Location
Adelaide, Australia
Project
International Competition
Program
Observatory
Team
Rafael Luna, Dongwoo Yim
Concept
The Adelaide Jellyfish is an urban intervention that encapsulates the idea of unifying a city district by consolidating buildings into a new urban space experience. A sky-walk ring circles the perimeter of the site not only creating a 360 view of the city, but generating a new urban artifact that speaks to the scale and growth of the city. This iconic gesture becomes a portal that connects the city center to its parks and extending neighborhoods. It is important to have a space to overview the city in order to understand its clear structure of parks systems, its infrastructure, its core, the connection to nature as well as its current and future expansion. This urban artifact has the capacity of addressing the city scale, which would otherwise be lost.
The unification of the site as a single district occurs by engulfing the buildings with an oversized curtain that wraps around the perimeter. This urban move creates a new urban space where the in-between is experienced as an interior urban space with an outdoor atmosphere. The translucent curtain not only shades the building and open spaces, reducing energy consumption, but it adds a dynamic and changing spatial quality. The recycled fabric curtain can be adapted with photovoltaic units that allow it to become a flexible solar panel.
The innovation of this strategy comes from its efficiency of architectural moves. The main buildings can be maintained and adaptively reused with new programs such as housing, cultural facilities as well as retail. The ring and curtain allow for all these different buildings to work together, not only preserving their unique architecture but also framing and enhancing the buildings and context.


What is being asked - Each entry below is to be written out exactly, and the pictures are to be left out.

Records for processing -
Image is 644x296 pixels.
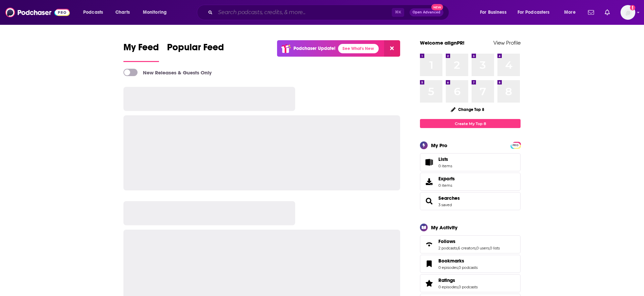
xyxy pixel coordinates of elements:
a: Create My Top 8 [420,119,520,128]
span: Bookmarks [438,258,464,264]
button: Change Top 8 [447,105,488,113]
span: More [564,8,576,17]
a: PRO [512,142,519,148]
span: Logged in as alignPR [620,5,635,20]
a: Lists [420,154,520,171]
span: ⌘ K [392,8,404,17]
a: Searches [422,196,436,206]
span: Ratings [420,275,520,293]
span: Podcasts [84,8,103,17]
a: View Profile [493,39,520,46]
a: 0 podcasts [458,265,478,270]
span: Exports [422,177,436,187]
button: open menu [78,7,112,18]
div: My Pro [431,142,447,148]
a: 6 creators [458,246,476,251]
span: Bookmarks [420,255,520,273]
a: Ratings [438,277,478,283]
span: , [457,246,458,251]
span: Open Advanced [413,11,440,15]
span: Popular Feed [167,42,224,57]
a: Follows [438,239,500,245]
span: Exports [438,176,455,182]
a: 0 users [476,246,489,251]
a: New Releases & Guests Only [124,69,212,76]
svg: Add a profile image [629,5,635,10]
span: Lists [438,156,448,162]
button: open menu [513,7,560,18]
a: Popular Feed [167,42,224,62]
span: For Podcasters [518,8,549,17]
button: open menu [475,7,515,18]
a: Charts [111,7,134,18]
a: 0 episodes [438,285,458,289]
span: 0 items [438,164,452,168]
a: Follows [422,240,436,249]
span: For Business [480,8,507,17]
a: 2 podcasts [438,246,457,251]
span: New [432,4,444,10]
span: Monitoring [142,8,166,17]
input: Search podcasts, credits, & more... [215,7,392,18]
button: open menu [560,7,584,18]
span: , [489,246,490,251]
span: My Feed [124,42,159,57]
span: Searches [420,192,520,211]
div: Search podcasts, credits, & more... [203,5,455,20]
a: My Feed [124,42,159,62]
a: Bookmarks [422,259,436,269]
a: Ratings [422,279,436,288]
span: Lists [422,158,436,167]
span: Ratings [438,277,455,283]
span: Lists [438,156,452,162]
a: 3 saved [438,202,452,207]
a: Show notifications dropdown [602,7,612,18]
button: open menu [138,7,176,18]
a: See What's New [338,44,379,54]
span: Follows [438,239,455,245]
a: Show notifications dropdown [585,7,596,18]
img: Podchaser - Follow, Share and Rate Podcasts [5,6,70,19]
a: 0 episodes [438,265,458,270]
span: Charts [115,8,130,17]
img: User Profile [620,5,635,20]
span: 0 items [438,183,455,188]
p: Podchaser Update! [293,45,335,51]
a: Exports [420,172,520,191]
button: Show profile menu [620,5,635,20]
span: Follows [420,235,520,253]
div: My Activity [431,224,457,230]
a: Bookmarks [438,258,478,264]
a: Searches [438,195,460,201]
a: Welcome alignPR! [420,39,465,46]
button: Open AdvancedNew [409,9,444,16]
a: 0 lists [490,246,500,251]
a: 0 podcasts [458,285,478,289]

Reply -
Image is 644x296 pixels.
xyxy pixel coordinates of elements:
a: Create My Top 8 [420,119,520,128]
span: Bookmarks [438,258,464,264]
button: Change Top 8 [447,105,488,113]
span: More [564,8,576,17]
a: PRO [512,142,519,148]
span: Logged in as alignPR [620,5,635,20]
a: Lists [420,154,520,171]
span: ⌘ K [392,8,404,17]
a: Searches [422,196,436,206]
span: Ratings [420,275,520,293]
span: Podcasts [84,8,103,17]
a: View Profile [493,39,520,46]
a: 0 podcasts [458,265,478,270]
span: Exports [422,177,436,187]
button: open menu [78,7,112,18]
div: My Pro [431,142,447,148]
a: 6 creators [458,246,476,251]
span: Bookmarks [420,255,520,273]
a: Ratings [438,277,478,283]
span: , [457,246,458,251]
span: Open Advanced [413,11,440,15]
span: Popular Feed [167,42,224,57]
a: Follows [438,239,500,245]
span: Exports [438,176,455,182]
a: 0 users [476,246,489,251]
a: New Releases & Guests Only [124,69,212,76]
svg: Add a profile image [629,5,635,10]
span: Lists [438,156,448,162]
button: open menu [513,7,560,18]
a: Popular Feed [167,42,224,62]
span: For Podcasters [518,8,549,17]
button: open menu [475,7,515,18]
a: Charts [111,7,134,18]
a: 0 episodes [438,285,458,289]
span: 0 items [438,164,452,168]
a: Follows [422,240,436,249]
span: For Business [480,8,507,17]
a: 2 podcasts [438,246,457,251]
span: New [432,4,444,10]
span: Monitoring [142,8,166,17]
input: Search podcasts, credits, & more... [215,7,392,18]
button: open menu [560,7,584,18]
span: , [489,246,490,251]
span: My Feed [124,42,159,57]
span: Searches [420,192,520,211]
div: Search podcasts, credits, & more... [203,5,455,20]
a: My Feed [124,42,159,62]
a: Bookmarks [422,259,436,269]
a: Ratings [422,279,436,288]
span: Lists [422,158,436,167]
span: Ratings [438,277,455,283]
span: Lists [438,156,452,162]
a: 3 saved [438,202,452,207]
a: Show notifications dropdown [602,7,612,18]
button: open menu [138,7,176,18]
a: See What's New [338,44,379,54]
span: Follows [438,239,455,245]
a: Show notifications dropdown [585,7,596,18]
img: Podchaser - Follow, Share and Rate Podcasts [5,6,70,19]
a: 0 episodes [438,265,458,270]
span: Charts [115,8,130,17]
img: User Profile [620,5,635,20]
span: 0 items [438,183,455,188]
p: Podchaser Update! [293,45,335,51]
a: Exports [420,172,520,191]
button: Show profile menu [620,5,635,20]
span: Follows [420,235,520,253]
div: My Activity [431,224,457,230]
a: Bookmarks [438,258,478,264]
a: Searches [438,195,460,201]
a: Welcome alignPR! [420,39,465,46]
button: Open AdvancedNew [409,9,444,16]
a: 0 lists [490,246,500,251]
a: 0 podcasts [458,285,478,289]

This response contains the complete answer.